This issue was fixed in Internet Explorer 9.
While we are on the subject of the Content-type HTTP header, XHTML is not the only one that IE gets wrong. It even treats plain text incorrectly. If you send a header that says that you are using plain text, but it contains something that IE thinks is HTML, it will ignore your header, and render it as HTML. So your text file that you carefully prepared gets converted into a run-in paragraph that is almost unreadable, with bits missing and formatting lost.
Why would they do it? Because occasionally, HTML pages are incorrectly served as plain text by web servers. And if that happens, this will make IE render it as HTML. This sounds like a good idea, but what this means is that authors who make these pages do not realise that their page is incorrectly being served as text, because when they check it in IE, it looks like it is working. Browsers that correctly comply with the content type that the page specifies will see the page source instead of its contents. And also, it means that many text files are incorrectly mangled because IE thinks they are HTML.
Either way, someone loses out. But if IE did not ignore the text Content-type header, the author would realise there was a problem, and fix the server instead. The page would work in all browsers, and IE would not screw up text files.
Demo: There is an iframe here containing a text file, not an HTML page.
Workaround: Make sure your server sends the correct Content-type header for web pages, and make sure that any text files do not contain anything that IE might mistake for HTML. If you are using a browser that correctly respects the Content-type header, but you are faced with a page that incorrectly serves HTML as plain text, you can use my 'Force HTML' bookmarklet to convert it back into HTML again. In Opera, you can install my 'fix content type' user JavaScript to automatically apply the fix where it is needed. Unlike IE, this actually tells you when it tries to recover a page (so authors can see they got it wrong), and allows you to go back to the original when it tries to fix pages that do not need to be fixed.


▶ [Task statement] Going line by line through the records below, count those with the word "ASAMC" and give only the count.
--- START ---
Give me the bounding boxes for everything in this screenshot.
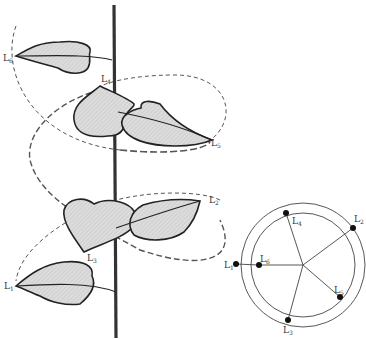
diag-label-l5: L5 bbox=[334, 285, 344, 296]
leaf-l3 bbox=[64, 199, 137, 252]
label-l6: L6 bbox=[3, 53, 13, 64]
diag-label-l4: L4 bbox=[292, 216, 302, 227]
diag-label-l1: L1 bbox=[224, 260, 234, 271]
diag-label-l3: L3 bbox=[283, 325, 293, 336]
stem-labels: L6 L4 L5 L2 L3 L1 bbox=[3, 53, 221, 292]
leaf-l6 bbox=[16, 42, 112, 74]
label-l5: L5 bbox=[211, 138, 221, 149]
diag-label-l2: L2 bbox=[354, 214, 364, 225]
stem bbox=[114, 5, 116, 338]
leaf-l1 bbox=[16, 262, 116, 305]
diag-label-l6: L6 bbox=[260, 254, 270, 265]
phyllotaxy-figure: L6 L4 L5 L2 L3 L1 L4 L2 L6 L1 L5 L3 bbox=[0, 0, 366, 340]
label-l2: L2 bbox=[209, 195, 219, 206]
label-l3: L3 bbox=[87, 253, 97, 264]
label-l1: L1 bbox=[4, 281, 14, 292]
label-l4: L4 bbox=[101, 74, 111, 85]
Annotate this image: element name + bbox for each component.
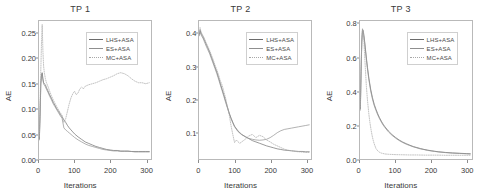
legend-line-swatch	[249, 48, 263, 49]
y-tick-label: 0.05	[21, 130, 36, 139]
x-tick-label: 200	[104, 166, 117, 175]
legend-label: ES+ASA	[427, 46, 451, 52]
x-tick-label: 0	[357, 166, 361, 175]
x-tick-label: 300	[301, 166, 314, 175]
legend-entry: MC+ASA	[89, 53, 134, 62]
x-tick-mark	[74, 160, 75, 163]
x-tick-label: 0	[196, 166, 200, 175]
legend-entry: ES+ASA	[410, 44, 455, 53]
x-tick-mark	[395, 160, 396, 163]
y-tick-label: 0.4	[346, 87, 356, 96]
x-tick-mark	[147, 160, 148, 163]
x-tick-mark	[307, 160, 308, 163]
y-tick-label: 0.20	[21, 54, 36, 63]
x-axis-label-tp1: Iterations	[0, 181, 160, 190]
y-tick-label: 0.15	[21, 79, 36, 88]
y-tick-label: 0.6	[346, 53, 356, 62]
legend-line-swatch	[410, 48, 424, 49]
legend-entry: LHS+ASA	[249, 35, 294, 44]
x-tick-mark	[38, 160, 39, 163]
legend-tp1: LHS+ASAES+ASAMC+ASA	[86, 32, 138, 65]
legend-line-swatch	[89, 39, 103, 40]
x-tick-label: 100	[68, 166, 81, 175]
x-tick-mark	[271, 160, 272, 163]
legend-line-swatch	[410, 39, 424, 40]
series-line	[39, 74, 149, 152]
x-tick-label: 100	[228, 166, 241, 175]
x-tick-label: 300	[461, 166, 474, 175]
y-tick-label: 0.0	[346, 156, 356, 165]
x-tick-label: 200	[264, 166, 277, 175]
legend-entry: LHS+ASA	[410, 35, 455, 44]
multi-panel-chart-figure: TP 1 AE 0.000.050.100.150.200.25 0100200…	[0, 0, 481, 192]
legend-entry: LHS+ASA	[89, 35, 134, 44]
y-tick-label: 0.2	[186, 96, 196, 105]
legend-line-swatch	[249, 57, 263, 58]
legend-label: MC+ASA	[427, 55, 452, 61]
x-tick-label: 300	[140, 166, 153, 175]
chart-panel-tp2: TP 2 AE 0.10.20.30.4 0100200300 LHS+ASAE…	[160, 0, 320, 192]
legend-tp3: LHS+ASAES+ASAMC+ASA	[407, 32, 459, 65]
legend-label: MC+ASA	[106, 55, 131, 61]
x-tick-mark	[198, 160, 199, 163]
y-tick-label: 0.3	[186, 62, 196, 71]
y-tick-label: 0.10	[21, 105, 36, 114]
x-tick-mark	[110, 160, 111, 163]
y-tick-label: 0.8	[346, 19, 356, 28]
legend-entry: ES+ASA	[89, 44, 134, 53]
x-axis-ticks-tp1: 0100200300	[38, 160, 152, 178]
legend-entry: ES+ASA	[249, 44, 294, 53]
x-tick-label: 0	[36, 166, 40, 175]
x-axis-ticks-tp3: 0100200300	[359, 160, 473, 178]
legend-label: ES+ASA	[266, 46, 290, 52]
panel-title-tp1: TP 1	[0, 4, 160, 14]
legend-line-swatch	[89, 48, 103, 49]
legend-line-swatch	[410, 57, 424, 58]
x-axis-label-tp2: Iterations	[160, 181, 320, 190]
chart-panel-tp1: TP 1 AE 0.000.050.100.150.200.25 0100200…	[0, 0, 160, 192]
x-tick-mark	[431, 160, 432, 163]
y-tick-label: 0.00	[21, 156, 36, 165]
x-tick-mark	[359, 160, 360, 163]
legend-label: ES+ASA	[106, 46, 130, 52]
y-tick-label: 0.4	[186, 29, 196, 38]
y-tick-label: 0.25	[21, 28, 36, 37]
x-tick-mark	[235, 160, 236, 163]
y-tick-label: 0.1	[186, 129, 196, 138]
panel-title-tp3: TP 3	[321, 4, 481, 14]
y-axis-ticks-tp2: 0.10.20.30.4	[160, 20, 196, 160]
panel-title-tp2: TP 2	[160, 4, 320, 14]
y-axis-ticks-tp3: 0.00.20.40.60.8	[321, 20, 357, 160]
legend-entry: MC+ASA	[410, 53, 455, 62]
series-line	[39, 73, 149, 152]
legend-label: LHS+ASA	[266, 37, 294, 43]
legend-line-swatch	[249, 39, 263, 40]
y-tick-label: 0.2	[346, 121, 356, 130]
x-tick-mark	[467, 160, 468, 163]
x-axis-ticks-tp2: 0100200300	[198, 160, 312, 178]
x-axis-label-tp3: Iterations	[321, 181, 481, 190]
y-axis-ticks-tp1: 0.000.050.100.150.200.25	[0, 20, 36, 160]
legend-label: MC+ASA	[266, 55, 291, 61]
legend-label: LHS+ASA	[106, 37, 134, 43]
x-tick-label: 100	[389, 166, 402, 175]
legend-label: LHS+ASA	[427, 37, 455, 43]
legend-entry: MC+ASA	[249, 53, 294, 62]
legend-tp2: LHS+ASAES+ASAMC+ASA	[246, 32, 298, 65]
x-tick-label: 200	[425, 166, 438, 175]
chart-panel-tp3: TP 3 AE 0.00.20.40.60.8 0100200300 LHS+A…	[321, 0, 481, 192]
legend-line-swatch	[89, 57, 103, 58]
--- END ---
▶ [Task result] 3